In 2016, Rotem Iram co-founded At-Bay with a bet so obvious in hindsight it seemed reckless at the time: the fastest way to make the internet safer for small businesses wasn't another security product - it was to make the people paying for the damage do something about it. If insurers had to absorb ransomware losses, insurers would have every reason in the world to prevent them. That idea became a $1.35 billion company.
At-Bay calls its approach "InsurSec" - a portmanteau Iram coined, a category he essentially built. It merges cyber insurance with active security technology: continuous monitoring, managed detection and response, vulnerability scanning, email security rankings. Customers don't just get a policy. They get a security partner that has a financial stake in their survival. The result is a claim rate that runs at less than half the industry average - and customers who experience 7x fewer ransomware incidents than the broader market.
Iram came to this idea through a career that zigzagged across national security, global consulting, and Silicon Valley in a way that would look improbable on paper. He started in Israel's Unit 8200 - the signals intelligence outfit regularly compared to the NSA - where he joined at 18 and was managing meaningful units by his early 20s. After his service, he studied computer engineering at Hebrew University, worked briefly as a software engineer at RAD Data Communication, and then headed to McKinsey, where he traveled the world advising major enterprises and quietly became more interested in the big problems than the engineering ones.
"I found that I was a lot less excited about engineering problems than I was about larger business problems."
- Rotem IramHarvard Business School followed, where he met his eventual co-founder Roman Itskovich. Both went back to work - Iram to K2 Intelligence, founded by Jules Kroll, where he ran the cyber practice as Managing Director and COO, advising Fortune 500s through breaches, building cyber defense strategies, sitting in on incident responses. In 2014, while deep in that work, he sent Roman a single email: "I think there's something in this cyber insurance thing."
They were both busy. Nothing happened for two years. Then a venture capitalist said four words that tipped the first domino: "I think you could be a really good CEO for a cyber insurance company." Iram took it seriously. At-Bay launched in late 2016 with $3.5 million in seed funding and two hypotheses: that technical security analysis could make cyber risks predictable enough to underwrite, and that insurers could stay engaged throughout the policy period to actually reduce those risks. Both proved out spectacularly.
By July 2021, At-Bay closed a $185 million Series D at a $1.35 billion valuation - joining a very short list of insurtech unicorns. The company had grown through a ransomware epidemic that caused most legacy carriers to pull back, raise rates dramatically, or exit the market entirely. At-Bay doubled down. Their underwriting data and active monitoring allowed them to maintain coverage while the rest of the market contracted. The bet paid off.
"While legacy insurers are pulling back on coverage and raising rates in the face of ransomware, At-Bay is doubling down with a modern approach to risk management that helps businesses improve their security and avoid loss before it happens."
- Rotem Iram, Series D announcement, 2021Iram's ambition doesn't stop at insurance. He's been arguing - including at Davos, where he represented At-Bay at the World Economic Forum - that the insurance industry is better positioned than any other institution to set cybersecurity standards. When a major software vendor ships a product with security disabled by default, it's not the IT departments of millions of small businesses that should bear the cost of enabling it. It's the software company. Insurance, he argues, can enforce that accountability through pricing pressure in a way that regulation alone cannot.
At-Bay has grown to 360 employees, maintains offices across the US, and has expanded its product suite well beyond a cyber insurance policy. Its MDR (Managed Detection and Response) product now covers endpoint, email, identity, and cloud. Its AI-powered Fraud Defense product has recovered more than $50 million in wire transfers for policyholders. Its InsurSec Rankings Reports - grading security vendors the way Yelp rates restaurants - are reshaping how brokers think about the relationship between policy terms and underlying security infrastructure.
Fortune named At-Bay to the Cyber 60 list for three consecutive years. The growth trajectory has been unusual even by Silicon Valley standards - not a consumer app or a developer tool, but an insurance-meets-security company that found its moat in a category nobody had previously defined.
Iram runs the company on a philosophy of deliberate delegation - a style he traces back to Unit 8200, where trust was built out of necessity. "The truth is, I trust my people more than I trust myself," he's said. "So I give them a lot of space to execute." It's a sentence that says something interesting about a person who has built one of the most technically specific companies in an industry not known for its technical specificity.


#### [Task description]
Your copy should begin at the line containing "Describe the element at coordinates (248, 201)" and end at the last line of the records; transcribe those lines exactly and leave out every picture.

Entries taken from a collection

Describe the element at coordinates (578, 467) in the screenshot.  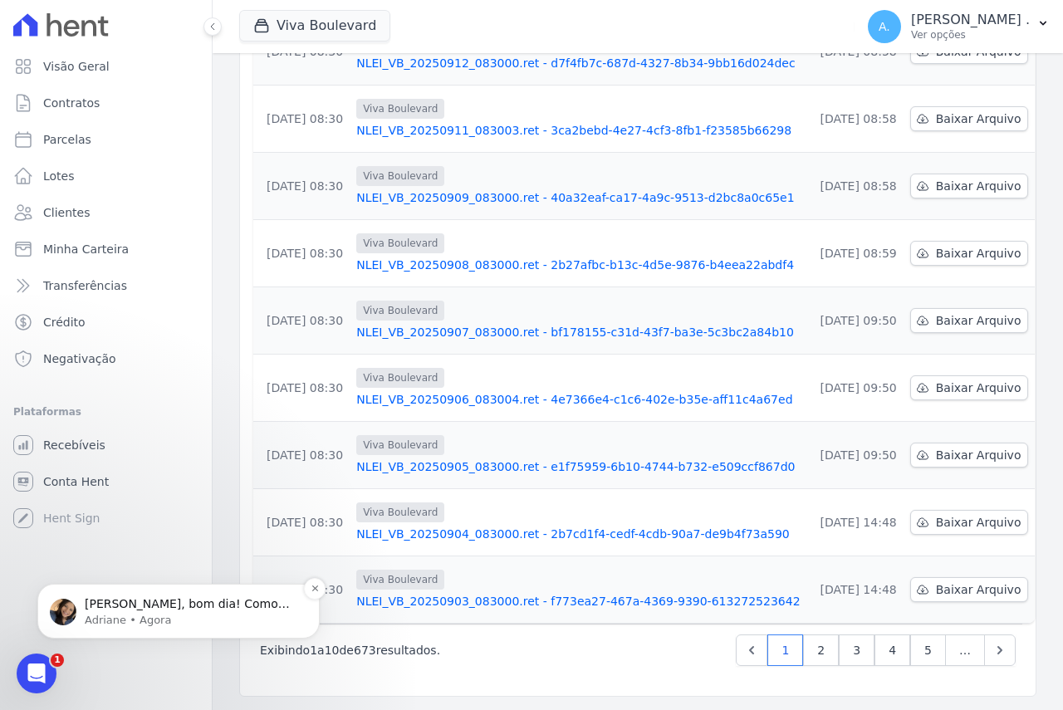
I see `a: NLEI_VB_20250905_083000.ret - e1f75959-6b10-4744-b732-e509ccf867d0` at that location.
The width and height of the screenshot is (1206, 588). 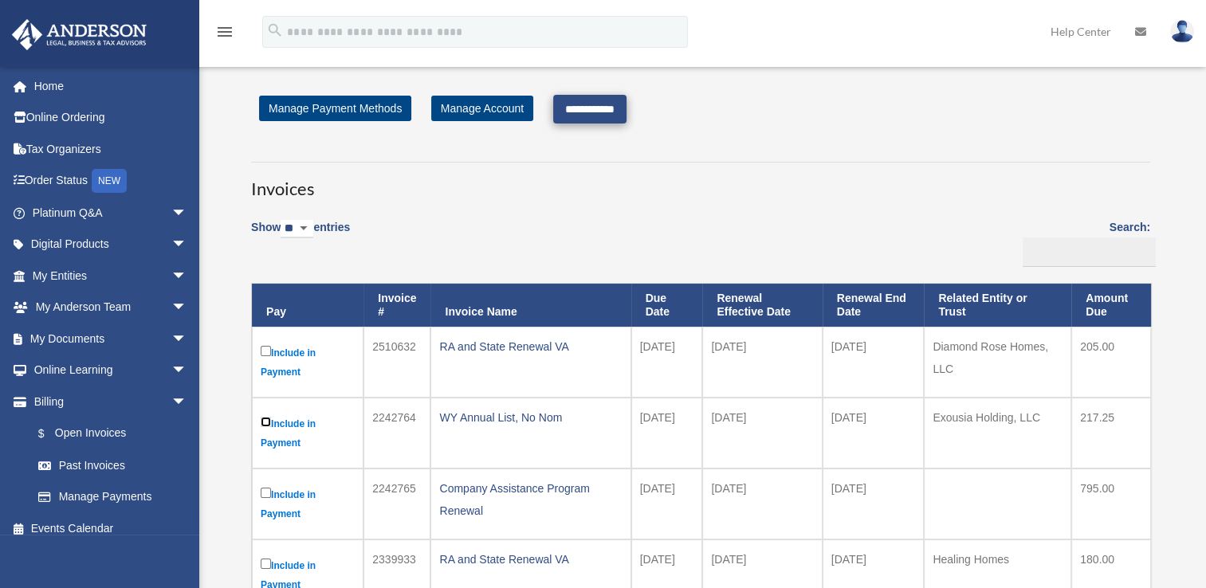 What do you see at coordinates (111, 339) in the screenshot?
I see `a: My Documentsarrow_drop_down` at bounding box center [111, 339].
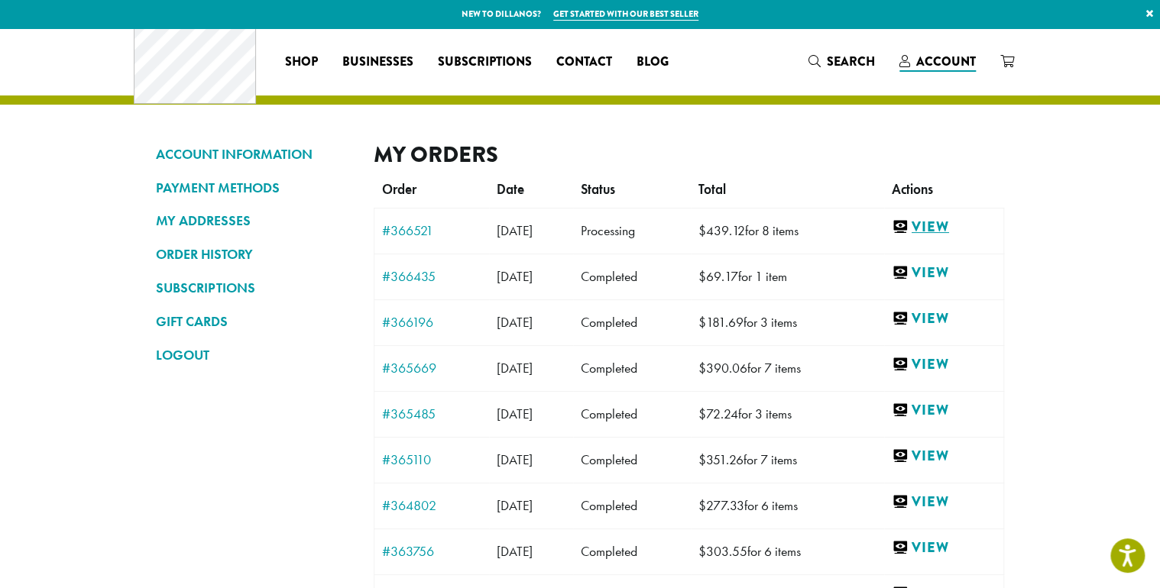 The image size is (1160, 588). Describe the element at coordinates (632, 231) in the screenshot. I see `td: Processing` at that location.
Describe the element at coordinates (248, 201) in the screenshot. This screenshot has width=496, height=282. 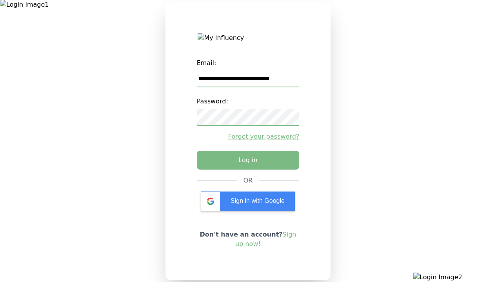
I see `div: Sign in with Google` at that location.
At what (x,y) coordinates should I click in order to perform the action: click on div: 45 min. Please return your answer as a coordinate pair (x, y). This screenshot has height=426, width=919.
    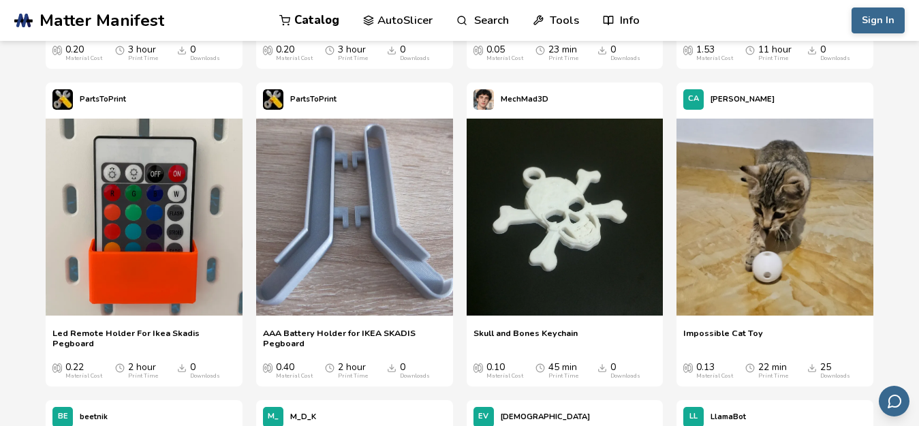
    Looking at the image, I should click on (563, 371).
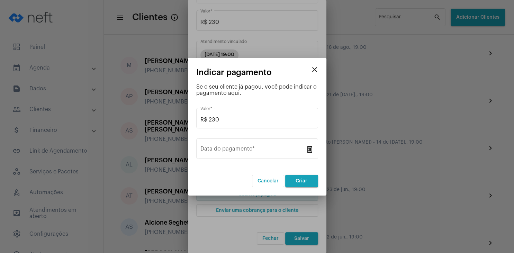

#### [Written answer]
Describe the element at coordinates (248, 201) in the screenshot. This screenshot has width=496, height=282. 
I see `div: Sign in with Google` at that location.
At what (x,y) coordinates should I click in order to perform the action: click on div: 45 min. Please return your answer as a coordinate pair (x, y). This screenshot has height=426, width=919.
    Looking at the image, I should click on (563, 371).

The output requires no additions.